3.14 The Political History of the Arabs After Muhammad

When Muhammad died, there were immediate problems among the Muslim Arabs. He did not name a successor, but he had been the definitive leader of the Islamic community during his life; it seemed clear that the community was meant to have a leader. The Muslim elders appointed Muhammad’s father in-law, Abu Bakr (r. 632 – 634), as the new leader after a period of deliberation. He became the first Caliph meaning “successor”: the head of the Ummah, the man who represented both spiritual and political authority to Muslims.

Under Abu Bakr and his successors, Umar (another of Muhammad’s fathers in-law; r. 634 – 644), and Uthman (r. 644 – 655), Muslim armies expanded rapidly. This began as a means to ensure the loyalty of the fractious Arab tribes as much as to expand the faith; both Abu Bakur and Umar were forced to suppress revolts of Arab tribes, and Umar hit upon the idea of raiding Persia and Byzantium to keep the tribes loyal. For the first time in history, the Arabs embarked on a sustained campaign of conquest rather than serving others as mercenaries. Riding their swift horses and camels and devoted to their cause, the Arab armies conquered huge amounts of territory extremely rapidly. It was the Arab army that finally conquered Persia in 637 (although it took until 650 for all Persian resistance to be vanquished), that hitherto-unconquered adversary of Rome. The Arabs conquered Syria and seized Byzantine territory in Anatolia equally quickly: Egypt was conquered by 642, with an attempted Byzantine counterattack fought off in 645. Within twenty years of the death of Muhammad, the heartland of the Middle East was firmly in Arab Muslim hands.

Part of the success of the first decades of the Arab conquests was because of the vulnerability of Byzantium and Persia at the time, and another part was the tactical skill of Arab soldiers. The Arabs conquered Persia not just because it was weakened by its wars with Byzantium (most importantly its defeat by Heraclius in 627), but because many Arab clans had fought as mercenaries for both sides in the conflict; great wealth had been flowing into Arabia for decades, and the Arabs were already veteran soldiers. They had learned both Roman and Persian tactics and strategy and they were skilled at siegecraft, intelligence-gathering, and open battle alike.

The Arab armies were easily the match of the Byzantine and Persian forces. The Arabs were able to field armies of about 20,000 – 30,000 men, with a total force of closer to 200,000 by about 700 CE. Most were Arabs from Arabia itself, along with Arabs who had settled in Syria and Palestine and were then recruited. A smaller percentage were non-Arabs who converted and joined the armies. Tactically, the majority were infantry who fought with spears and swords and were lightly-armored.

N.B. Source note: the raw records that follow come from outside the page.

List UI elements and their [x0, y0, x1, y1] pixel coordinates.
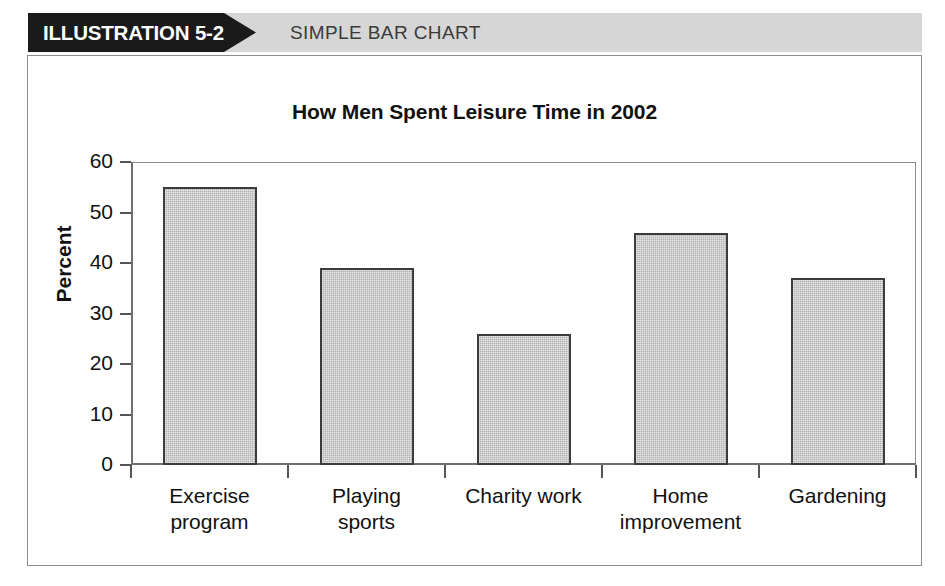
- y-axis-tick: 50: [120, 212, 131, 214]
- y-axis-tick: 30: [120, 313, 131, 315]
- plot-area: 0102030405060 Exercise programPlaying sp…: [131, 162, 916, 465]
- x-axis-tick: [287, 465, 289, 478]
- y-axis-tick-label: 20: [90, 351, 113, 375]
- y-axis-line: [131, 162, 133, 465]
- bar: [320, 268, 414, 465]
- y-axis-tick-label: 0: [101, 452, 113, 476]
- y-axis-tick-label: 50: [90, 200, 113, 224]
- x-axis-tick: [915, 465, 917, 478]
- x-axis-category-label: Charity work: [465, 483, 582, 509]
- x-axis-category-label: Exercise program: [169, 483, 250, 535]
- bar: [163, 187, 257, 465]
- plot-right-border: [915, 162, 916, 465]
- chart-title: How Men Spent Leisure Time in 2002: [28, 100, 921, 124]
- x-axis-tick: [601, 465, 603, 478]
- y-axis-tick: 40: [120, 262, 131, 264]
- y-axis-tick-label: 60: [90, 149, 113, 173]
- figure-frame: How Men Spent Leisure Time in 2002 Perce…: [27, 55, 922, 566]
- x-axis-tick: [758, 465, 760, 478]
- y-axis-tick-label: 30: [90, 301, 113, 325]
- y-axis-tick-label: 10: [90, 402, 113, 426]
- y-axis-tick: 20: [120, 363, 131, 365]
- x-axis-category-label: Home improvement: [620, 483, 741, 535]
- y-axis-tick-label: 40: [90, 250, 113, 274]
- figure-type-label: SIMPLE BAR CHART: [290, 13, 481, 52]
- x-axis-category-label: Gardening: [788, 483, 886, 509]
- y-axis-label: Percent: [52, 184, 76, 344]
- y-axis-tick: 10: [120, 414, 131, 416]
- plot-top-border: [131, 162, 916, 163]
- illustration-header-banner: ILLUSTRATION 5-2 SIMPLE BAR CHART: [28, 13, 922, 52]
- x-axis-tick: [130, 465, 132, 478]
- bar: [791, 278, 885, 465]
- y-axis-tick: 60: [120, 161, 131, 163]
- bar: [477, 334, 571, 465]
- bar: [634, 233, 728, 465]
- illustration-number-label: ILLUSTRATION 5-2: [43, 13, 224, 52]
- x-axis-category-label: Playing sports: [332, 483, 401, 535]
- x-axis-tick: [444, 465, 446, 478]
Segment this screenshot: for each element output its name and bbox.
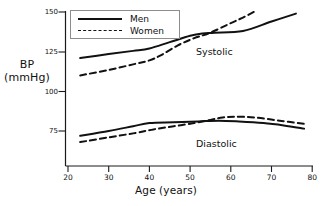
y-tick-label-125: 125 [36,48,58,56]
legend-label-men: Men [124,14,149,24]
y-tick-label-100: 100 [36,88,58,96]
x-axis-title: Age (years) [0,184,332,197]
x-tick-label-70: 70 [261,174,283,182]
y-axis-title-line1: BP [4,58,50,71]
x-tick-label-50: 50 [179,174,201,182]
legend-dashed-line-icon [76,26,124,36]
x-tick-label-40: 40 [138,174,160,182]
x-tick-label-80: 80 [301,174,323,182]
legend-solid-line-icon [76,14,124,24]
y-axis-title: BP (mmHg) [4,58,50,84]
diastolic-series-label: Diastolic [196,138,237,149]
chart-legend: Men Women [70,10,180,39]
systolic-series-label: Systolic [196,46,233,57]
x-tick-label-60: 60 [220,174,242,182]
x-tick-label-30: 30 [98,174,120,182]
x-tick-label-20: 20 [57,174,79,182]
blood-pressure-by-age-chart: 150 125 100 75 20 30 40 50 60 70 80 BP (… [0,0,332,206]
y-tick-label-150: 150 [36,8,58,16]
legend-label-women: Women [124,26,164,36]
legend-item-men: Men [76,13,149,25]
y-axis-title-line2: (mmHg) [4,71,50,84]
y-axis-ticks [59,12,66,131]
x-axis-ticks [68,166,312,172]
y-tick-label-75: 75 [36,127,58,135]
legend-item-women: Women [76,25,164,37]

The major tactical advantage of the Arab armies was their speed: horses and camels were important less as animals to fight from than as means of transportation for the lightly-armored and equipped armies. Soldiers were paid in coins captured as booty and whole armies were expected to buy their supplies as they marched rather than relying on heavy baggage trains. Their conquests were a kind of sustained sprint as a result. Likewise, one specific military “technology” that the Arabs used to great effect was camels, since no other culture was as adept at training and using camels as were the Arabs. Camels allowed the Arab armies to cross deserts and launch sudden attacks on their enemies, often catching them by surprise.

Finally, especially in Byzantine territories, high taxes and ongoing struggles between the official Orthodox form of Christianity and various other Christian sects led many Byzantine citizens to welcome their new Arab rulers; taxes often went down, and the Arabs were indifferent to which variety of Christian their new subjects happened to be. In addition, the Arabs made little effort to convert non-Arabs to Islam for several generations after the initial conquests. To be clear, there was plenty of bloodshed during the Arab conquests, including the deaths of many civilians, but the long-term experience of Arab rule in former Byzantine territories was no more, and probably less, oppressive than it had been under Byzantium.